I wonder how much of this he comprehends.  He’s never been to an emergency room, and I must be using words that he doesn’t know yet.  How strange this must be for him.  And maybe it is just a little too gruesome, after all.  The scar on my face and the dog that bit me.  The complexity of a world that has history in addition to shape; that reverberates with memory and implication, blood, pain, and danger.  Encountering, in the malleability of his childhood, the inveterate scars of the adult personality.  But he listens thoughtfully, and I keep talking, noticing how with each retelling new details emerge, while others disappear, as this tale of mine inches toward a final, satisfying form.

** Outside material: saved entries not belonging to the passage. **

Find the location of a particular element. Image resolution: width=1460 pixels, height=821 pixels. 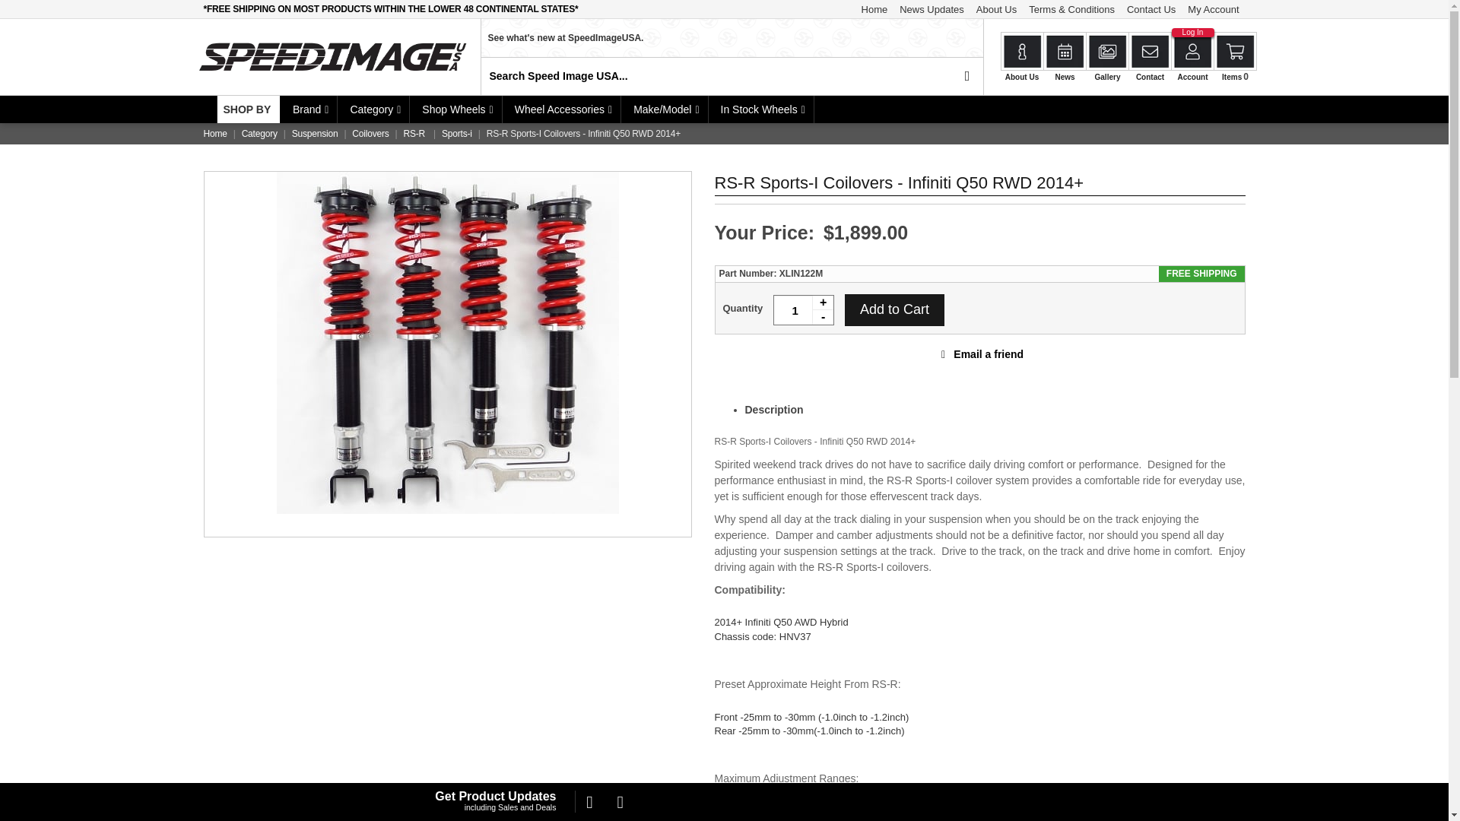

Contact Us is located at coordinates (1151, 9).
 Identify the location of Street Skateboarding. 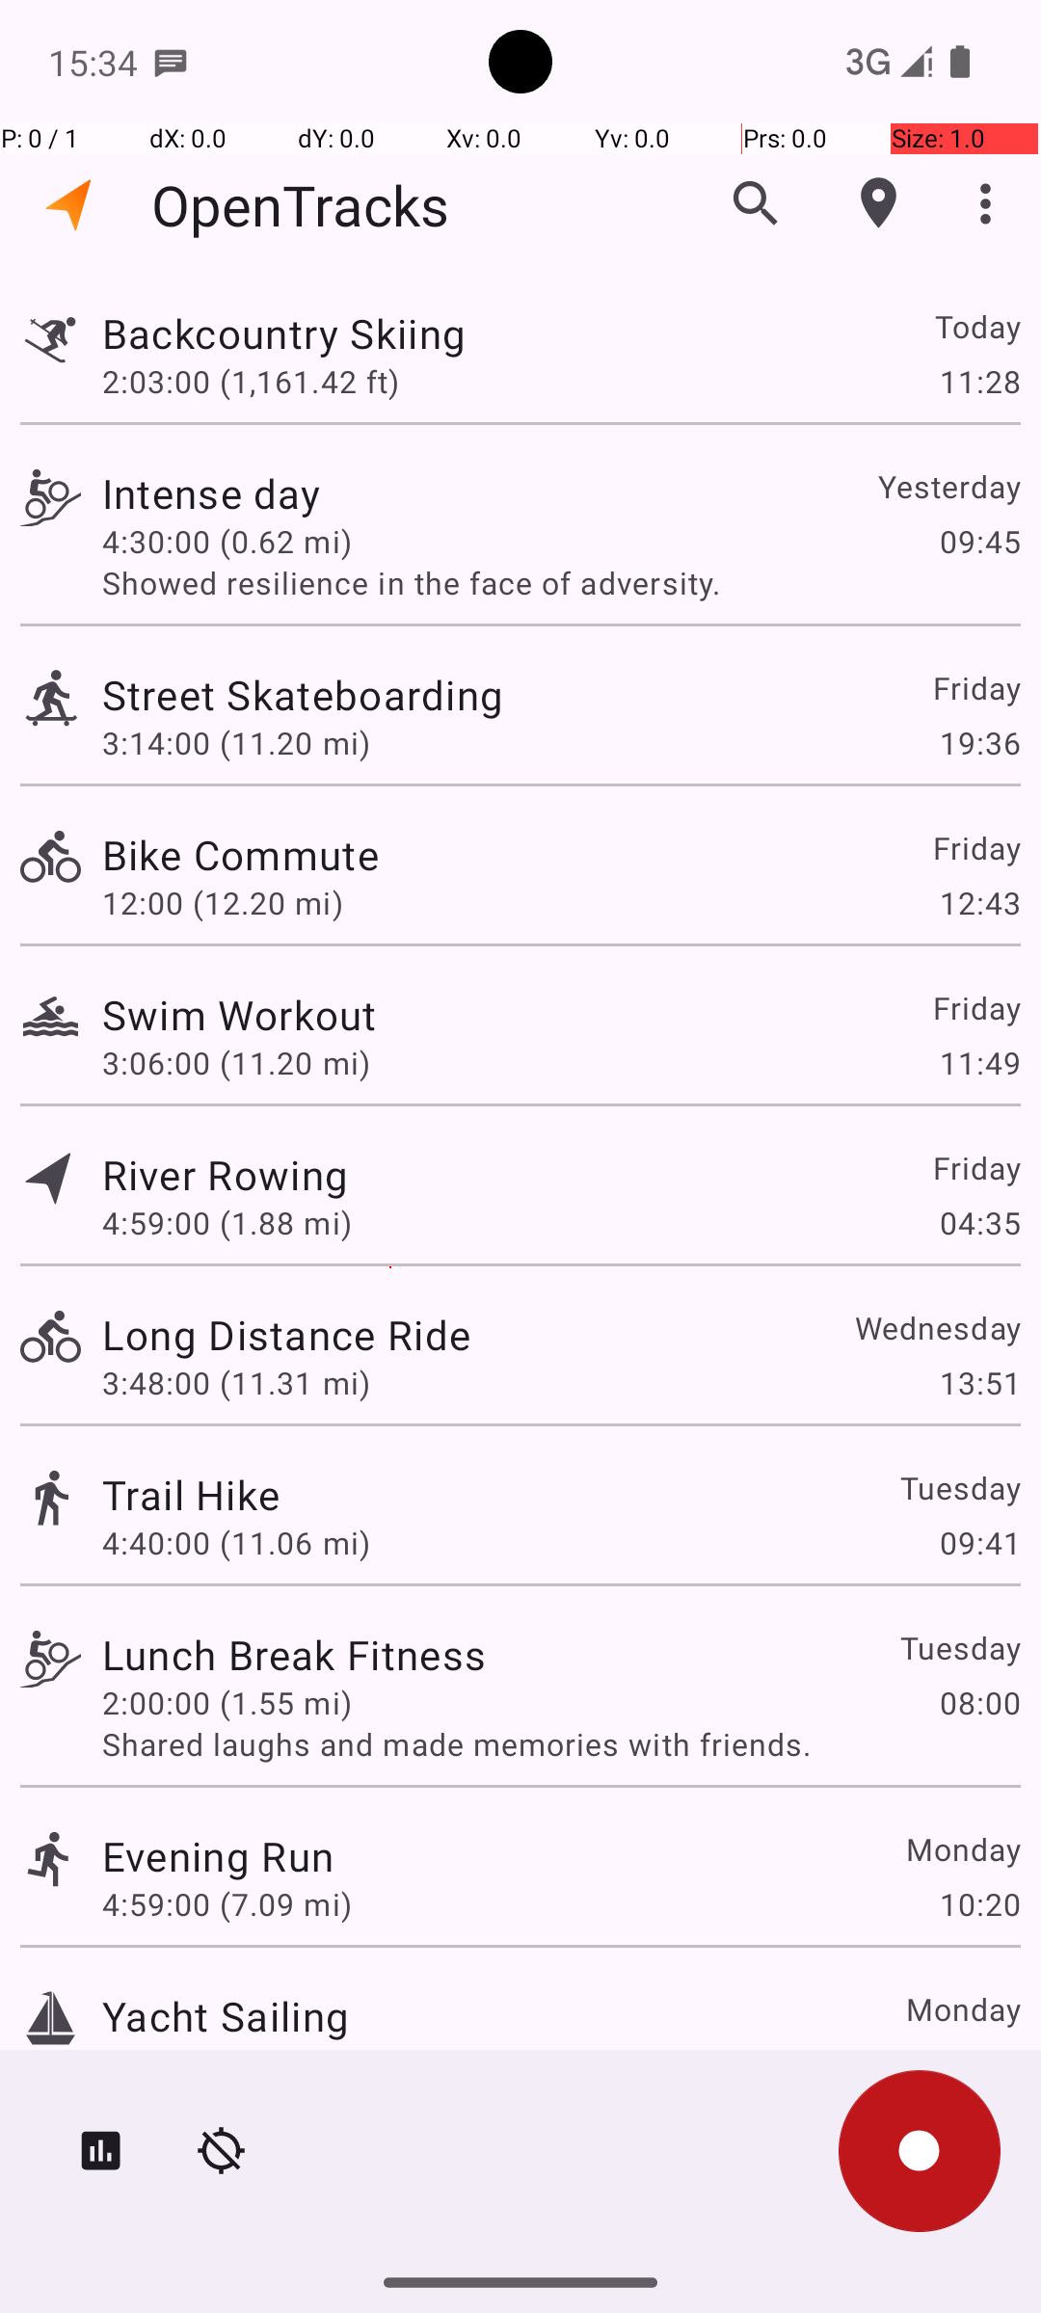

I wonder, too, if he knows what differentiates the two types of stories he keeps wanting to hear, over and over again—the essential distinction between Long John Silver and this light -brown little Terrier.  Only one of them can’t be made nice through a simple flick of the imagination.  Only one of them still stirs the trace of a nervous reaction in the pulse and breath of his father.  He is still too young to be deliberately cruel—he simply has a thirst for stories, and as his awakening mind pushes its way forward, with more curiosity than tact, it unwittingly hauls up against the weakness of his storyteller.  And I forgive him, as I hope I will also do in the future when his cruelty becomes more deliberate.  But even more, I thank him, because when he stumbles on something painful in the landscape of my soul it is my opportunity to be tender from a place of hurt, which feels like a healing.

Because what can an old ghost possibly want except to tell its story and be known?

“And then the doctor came in,” I tell him.  “Do you remember what the doctor did?”

“What did he did?”

Ata vokhen kelayot v’lev, we say in the prayers of Yom Kippur.  You, oh God, probe our innermost being, our heart and our kidneys, the dark mysteries of the body, and in this awesome vision give us opportunity to repent and become something new.  But it’s really nothing so grand, this miraculous force.  It’s a stumbling innocent, a little shepherd boy in pajamas inviting us to retell the story of a wound.

“He took this special black thread, it looked like it was thin black plastic, or something, and he stitched me right up with a needle, like he was sewing.”  I pantomime a run of stiches across my lip, and then across his lip, as well.  “And when I went back to my new school that I had just started, with my black stiches and my story about how the dog bit me, they all thought I was really tough.  But really I wasn’t.  And then they came out.  And then I had a scar.  And here I am!

“And that’s the whiskey story, little man.”

He is quiet for a moment, and then he says, “Tell it again.”

“That’s enough for now,” I say, and I take him up in my arms.  “Let’s go and greet the day.”